NJSpotlight News is hosting a virtual roundtable on “worrisome signs and possible solutions” about the shortage of teachers in New Jersey. All well and good except that the main sponsor of the event is long-time and substantial NJSpotlight donor (see here and here), the NJEA, and Sunlight wonders whether the roundtable will be able to explore all angles on this complicated issue, including those that implicate teachers unions as part of the problem.
Sunlight wrote a report and a Star-Ledger op-ed detailing the many aspects of unionized teaching that made the profession unappealing to young college graduates — not least of which were the NJEA’s highest-in-the-nation dues, the extensive political activity it funds, and the rigid, seniority-based system that the NJEA forces on school districts.
Even more relevant, Sunlight discovered a 2014 National Education Association (the NJEA’s parent) report by a panel of young NEA teachers that described their dissatisfaction with the union-dominated system, and particularly about the focus on politics over teaching and seniority over merit. The report is in these teachers’ own words and they express their dissatisfaction loudly and clearly. Neither the NEA nor the NJEA listened to what they said.
Sunlight has documented past examples of the disparate treatment of pro-NJEA and anti-NJEA viewpoints by NJSpotlight (see here and here), and we wonder whether the NJSpotlight moderators will lead an open and all-encompassing debate. If past is prologue, we are not optimistic.
We are also struck by the poor optics of the event. NJSpotlight once again seems oblivious to the obvious conflict of interest that is in play. Given the NJEA’s financial support, we are left to wonder whether they even care.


Each entry is to be output precisely as it appears.

··· Given records ···

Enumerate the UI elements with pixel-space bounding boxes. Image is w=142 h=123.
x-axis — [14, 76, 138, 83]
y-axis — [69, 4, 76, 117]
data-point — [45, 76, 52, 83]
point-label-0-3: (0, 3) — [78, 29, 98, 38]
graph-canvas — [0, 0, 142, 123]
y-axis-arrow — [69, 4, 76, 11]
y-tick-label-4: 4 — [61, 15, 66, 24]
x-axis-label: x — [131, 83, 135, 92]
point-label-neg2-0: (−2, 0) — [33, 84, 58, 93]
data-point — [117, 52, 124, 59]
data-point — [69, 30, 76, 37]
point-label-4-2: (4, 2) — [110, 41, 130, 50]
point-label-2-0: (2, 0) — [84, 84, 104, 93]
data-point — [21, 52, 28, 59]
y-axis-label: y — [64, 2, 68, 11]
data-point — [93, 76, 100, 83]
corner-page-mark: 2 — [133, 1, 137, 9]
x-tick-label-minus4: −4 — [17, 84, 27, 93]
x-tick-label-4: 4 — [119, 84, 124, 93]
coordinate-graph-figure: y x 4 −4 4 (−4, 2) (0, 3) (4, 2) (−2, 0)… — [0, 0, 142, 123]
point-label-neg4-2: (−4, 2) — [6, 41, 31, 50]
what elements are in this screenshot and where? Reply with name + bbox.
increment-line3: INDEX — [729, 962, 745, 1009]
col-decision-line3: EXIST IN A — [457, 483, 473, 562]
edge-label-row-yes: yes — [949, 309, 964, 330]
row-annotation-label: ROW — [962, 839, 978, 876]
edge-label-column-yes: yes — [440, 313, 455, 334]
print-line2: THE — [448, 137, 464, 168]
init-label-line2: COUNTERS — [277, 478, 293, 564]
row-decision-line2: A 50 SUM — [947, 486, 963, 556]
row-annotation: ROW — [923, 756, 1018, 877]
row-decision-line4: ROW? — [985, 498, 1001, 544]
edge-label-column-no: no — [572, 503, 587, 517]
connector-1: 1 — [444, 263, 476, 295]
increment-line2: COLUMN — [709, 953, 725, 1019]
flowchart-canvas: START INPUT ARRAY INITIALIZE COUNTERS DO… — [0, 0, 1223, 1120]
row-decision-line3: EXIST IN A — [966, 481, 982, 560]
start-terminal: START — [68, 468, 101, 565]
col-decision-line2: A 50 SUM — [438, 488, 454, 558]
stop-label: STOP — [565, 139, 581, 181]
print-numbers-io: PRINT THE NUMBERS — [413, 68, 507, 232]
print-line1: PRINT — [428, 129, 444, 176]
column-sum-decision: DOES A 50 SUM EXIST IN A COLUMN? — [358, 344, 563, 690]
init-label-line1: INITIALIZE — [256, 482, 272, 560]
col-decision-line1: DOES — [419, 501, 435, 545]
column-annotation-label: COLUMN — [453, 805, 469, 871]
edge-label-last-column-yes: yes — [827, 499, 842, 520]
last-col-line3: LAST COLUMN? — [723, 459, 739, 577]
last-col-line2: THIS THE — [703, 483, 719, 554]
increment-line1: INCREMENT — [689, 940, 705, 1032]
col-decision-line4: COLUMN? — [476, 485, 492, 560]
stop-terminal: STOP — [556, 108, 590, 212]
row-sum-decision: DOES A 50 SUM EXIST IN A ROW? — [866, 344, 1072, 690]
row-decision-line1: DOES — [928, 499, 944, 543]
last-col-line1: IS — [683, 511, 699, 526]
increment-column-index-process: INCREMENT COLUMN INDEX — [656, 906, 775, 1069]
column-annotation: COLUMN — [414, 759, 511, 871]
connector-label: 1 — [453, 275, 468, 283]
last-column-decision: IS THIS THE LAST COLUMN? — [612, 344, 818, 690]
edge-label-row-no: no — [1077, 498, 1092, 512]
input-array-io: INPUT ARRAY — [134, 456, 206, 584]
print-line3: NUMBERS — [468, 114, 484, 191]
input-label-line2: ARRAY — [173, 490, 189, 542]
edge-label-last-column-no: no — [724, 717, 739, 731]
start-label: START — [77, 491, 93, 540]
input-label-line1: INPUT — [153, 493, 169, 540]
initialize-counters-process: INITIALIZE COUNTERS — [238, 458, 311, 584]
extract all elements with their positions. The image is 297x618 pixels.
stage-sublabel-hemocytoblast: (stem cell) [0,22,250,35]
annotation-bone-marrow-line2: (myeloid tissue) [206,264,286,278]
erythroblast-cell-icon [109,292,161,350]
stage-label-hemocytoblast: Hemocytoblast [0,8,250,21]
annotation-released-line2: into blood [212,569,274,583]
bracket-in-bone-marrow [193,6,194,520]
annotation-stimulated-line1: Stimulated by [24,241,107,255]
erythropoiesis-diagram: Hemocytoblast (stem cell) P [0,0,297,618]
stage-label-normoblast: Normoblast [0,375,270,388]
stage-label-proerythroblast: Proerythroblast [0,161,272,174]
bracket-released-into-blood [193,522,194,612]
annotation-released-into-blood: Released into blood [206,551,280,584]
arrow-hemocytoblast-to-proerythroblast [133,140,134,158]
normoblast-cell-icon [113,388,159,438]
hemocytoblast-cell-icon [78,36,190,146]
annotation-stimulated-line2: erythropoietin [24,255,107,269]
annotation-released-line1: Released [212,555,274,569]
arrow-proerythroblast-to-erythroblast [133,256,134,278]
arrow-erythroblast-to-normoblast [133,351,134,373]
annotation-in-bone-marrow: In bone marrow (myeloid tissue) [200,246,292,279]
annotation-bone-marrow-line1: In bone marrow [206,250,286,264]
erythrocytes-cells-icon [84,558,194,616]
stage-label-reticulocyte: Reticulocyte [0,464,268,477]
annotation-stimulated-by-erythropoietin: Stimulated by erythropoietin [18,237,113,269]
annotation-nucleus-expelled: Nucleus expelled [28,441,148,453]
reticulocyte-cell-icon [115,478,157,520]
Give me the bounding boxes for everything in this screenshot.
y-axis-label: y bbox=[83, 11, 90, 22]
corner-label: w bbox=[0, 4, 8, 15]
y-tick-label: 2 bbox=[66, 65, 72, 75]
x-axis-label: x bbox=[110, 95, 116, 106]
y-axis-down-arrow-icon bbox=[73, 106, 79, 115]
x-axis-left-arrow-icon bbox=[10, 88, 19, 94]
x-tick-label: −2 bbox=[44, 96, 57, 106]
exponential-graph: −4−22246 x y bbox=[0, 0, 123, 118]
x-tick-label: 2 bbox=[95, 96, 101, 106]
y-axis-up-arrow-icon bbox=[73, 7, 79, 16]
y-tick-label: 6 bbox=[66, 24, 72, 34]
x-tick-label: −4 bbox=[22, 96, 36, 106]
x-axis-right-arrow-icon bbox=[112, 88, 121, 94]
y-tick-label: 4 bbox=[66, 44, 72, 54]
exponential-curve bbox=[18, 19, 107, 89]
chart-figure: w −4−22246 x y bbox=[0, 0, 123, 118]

···

◆ Reply
Enumerate the UI elements with pixel-space bounding boxes. Image is w=142 h=123.
x-axis — [14, 76, 138, 83]
y-axis — [69, 4, 76, 117]
data-point — [45, 76, 52, 83]
point-label-0-3: (0, 3) — [78, 29, 98, 38]
graph-canvas — [0, 0, 142, 123]
y-axis-arrow — [69, 4, 76, 11]
y-tick-label-4: 4 — [61, 15, 66, 24]
x-axis-label: x — [131, 83, 135, 92]
point-label-neg2-0: (−2, 0) — [33, 84, 58, 93]
data-point — [117, 52, 124, 59]
data-point — [69, 30, 76, 37]
point-label-4-2: (4, 2) — [110, 41, 130, 50]
point-label-2-0: (2, 0) — [84, 84, 104, 93]
data-point — [21, 52, 28, 59]
y-axis-label: y — [64, 2, 68, 11]
data-point — [93, 76, 100, 83]
corner-page-mark: 2 — [133, 1, 137, 9]
x-tick-label-minus4: −4 — [17, 84, 27, 93]
x-tick-label-4: 4 — [119, 84, 124, 93]
coordinate-graph-figure: y x 4 −4 4 (−4, 2) (0, 3) (4, 2) (−2, 0)… — [0, 0, 142, 123]
point-label-neg4-2: (−4, 2) — [6, 41, 31, 50]
what elements are in this screenshot and where? Reply with name + bbox.
increment-line3: INDEX — [729, 962, 745, 1009]
col-decision-line3: EXIST IN A — [457, 483, 473, 562]
edge-label-row-yes: yes — [949, 309, 964, 330]
row-annotation-label: ROW — [962, 839, 978, 876]
edge-label-column-yes: yes — [440, 313, 455, 334]
print-line2: THE — [448, 137, 464, 168]
init-label-line2: COUNTERS — [277, 478, 293, 564]
row-decision-line2: A 50 SUM — [947, 486, 963, 556]
row-annotation: ROW — [923, 756, 1018, 877]
row-decision-line4: ROW? — [985, 498, 1001, 544]
edge-label-column-no: no — [572, 503, 587, 517]
connector-1: 1 — [444, 263, 476, 295]
increment-line2: COLUMN — [709, 953, 725, 1019]
flowchart-canvas: START INPUT ARRAY INITIALIZE COUNTERS DO… — [0, 0, 1223, 1120]
row-decision-line3: EXIST IN A — [966, 481, 982, 560]
start-terminal: START — [68, 468, 101, 565]
col-decision-line2: A 50 SUM — [438, 488, 454, 558]
stop-label: STOP — [565, 139, 581, 181]
print-numbers-io: PRINT THE NUMBERS — [413, 68, 507, 232]
print-line1: PRINT — [428, 129, 444, 176]
column-sum-decision: DOES A 50 SUM EXIST IN A COLUMN? — [358, 344, 563, 690]
init-label-line1: INITIALIZE — [256, 482, 272, 560]
col-decision-line1: DOES — [419, 501, 435, 545]
column-annotation-label: COLUMN — [453, 805, 469, 871]
edge-label-last-column-yes: yes — [827, 499, 842, 520]
last-col-line3: LAST COLUMN? — [723, 459, 739, 577]
last-col-line2: THIS THE — [703, 483, 719, 554]
increment-line1: INCREMENT — [689, 940, 705, 1032]
col-decision-line4: COLUMN? — [476, 485, 492, 560]
stop-terminal: STOP — [556, 108, 590, 212]
row-sum-decision: DOES A 50 SUM EXIST IN A ROW? — [866, 344, 1072, 690]
row-decision-line1: DOES — [928, 499, 944, 543]
last-col-line1: IS — [683, 511, 699, 526]
increment-column-index-process: INCREMENT COLUMN INDEX — [656, 906, 775, 1069]
column-annotation: COLUMN — [414, 759, 511, 871]
connector-label: 1 — [453, 275, 468, 283]
last-column-decision: IS THIS THE LAST COLUMN? — [612, 344, 818, 690]
edge-label-row-no: no — [1077, 498, 1092, 512]
input-array-io: INPUT ARRAY — [134, 456, 206, 584]
print-line3: NUMBERS — [468, 114, 484, 191]
input-label-line2: ARRAY — [173, 490, 189, 542]
edge-label-last-column-no: no — [724, 717, 739, 731]
start-label: START — [77, 491, 93, 540]
input-label-line1: INPUT — [153, 493, 169, 540]
initialize-counters-process: INITIALIZE COUNTERS — [238, 458, 311, 584]
extract all elements with their positions. The image is 297x618 pixels.
stage-sublabel-hemocytoblast: (stem cell) [0,22,250,35]
annotation-bone-marrow-line2: (myeloid tissue) [206,264,286,278]
erythroblast-cell-icon [109,292,161,350]
stage-label-hemocytoblast: Hemocytoblast [0,8,250,21]
annotation-released-line2: into blood [212,569,274,583]
bracket-in-bone-marrow [193,6,194,520]
annotation-stimulated-line1: Stimulated by [24,241,107,255]
erythropoiesis-diagram: Hemocytoblast (stem cell) P [0,0,297,618]
stage-label-normoblast: Normoblast [0,375,270,388]
stage-label-proerythroblast: Proerythroblast [0,161,272,174]
bracket-released-into-blood [193,522,194,612]
annotation-released-into-blood: Released into blood [206,551,280,584]
arrow-hemocytoblast-to-proerythroblast [133,140,134,158]
normoblast-cell-icon [113,388,159,438]
hemocytoblast-cell-icon [78,36,190,146]
annotation-stimulated-line2: erythropoietin [24,255,107,269]
annotation-released-line1: Released [212,555,274,569]
arrow-proerythroblast-to-erythroblast [133,256,134,278]
arrow-erythroblast-to-normoblast [133,351,134,373]
annotation-in-bone-marrow: In bone marrow (myeloid tissue) [200,246,292,279]
annotation-bone-marrow-line1: In bone marrow [206,250,286,264]
erythrocytes-cells-icon [84,558,194,616]
stage-label-reticulocyte: Reticulocyte [0,464,268,477]
annotation-stimulated-by-erythropoietin: Stimulated by erythropoietin [18,237,113,269]
annotation-nucleus-expelled: Nucleus expelled [28,441,148,453]
reticulocyte-cell-icon [115,478,157,520]
Give me the bounding boxes for everything in this screenshot.
y-axis-label: y bbox=[83, 11, 90, 22]
corner-label: w bbox=[0, 4, 8, 15]
y-tick-label: 2 bbox=[66, 65, 72, 75]
x-axis-label: x bbox=[110, 95, 116, 106]
y-axis-down-arrow-icon bbox=[73, 106, 79, 115]
x-axis-left-arrow-icon bbox=[10, 88, 19, 94]
x-tick-label: −2 bbox=[44, 96, 57, 106]
exponential-graph: −4−22246 x y bbox=[0, 0, 123, 118]
x-tick-label: 2 bbox=[95, 96, 101, 106]
y-axis-up-arrow-icon bbox=[73, 7, 79, 16]
y-tick-label: 6 bbox=[66, 24, 72, 34]
x-tick-label: −4 bbox=[22, 96, 36, 106]
x-axis-right-arrow-icon bbox=[112, 88, 121, 94]
y-tick-label: 4 bbox=[66, 44, 72, 54]
exponential-curve bbox=[18, 19, 107, 89]
chart-figure: w −4−22246 x y bbox=[0, 0, 123, 118]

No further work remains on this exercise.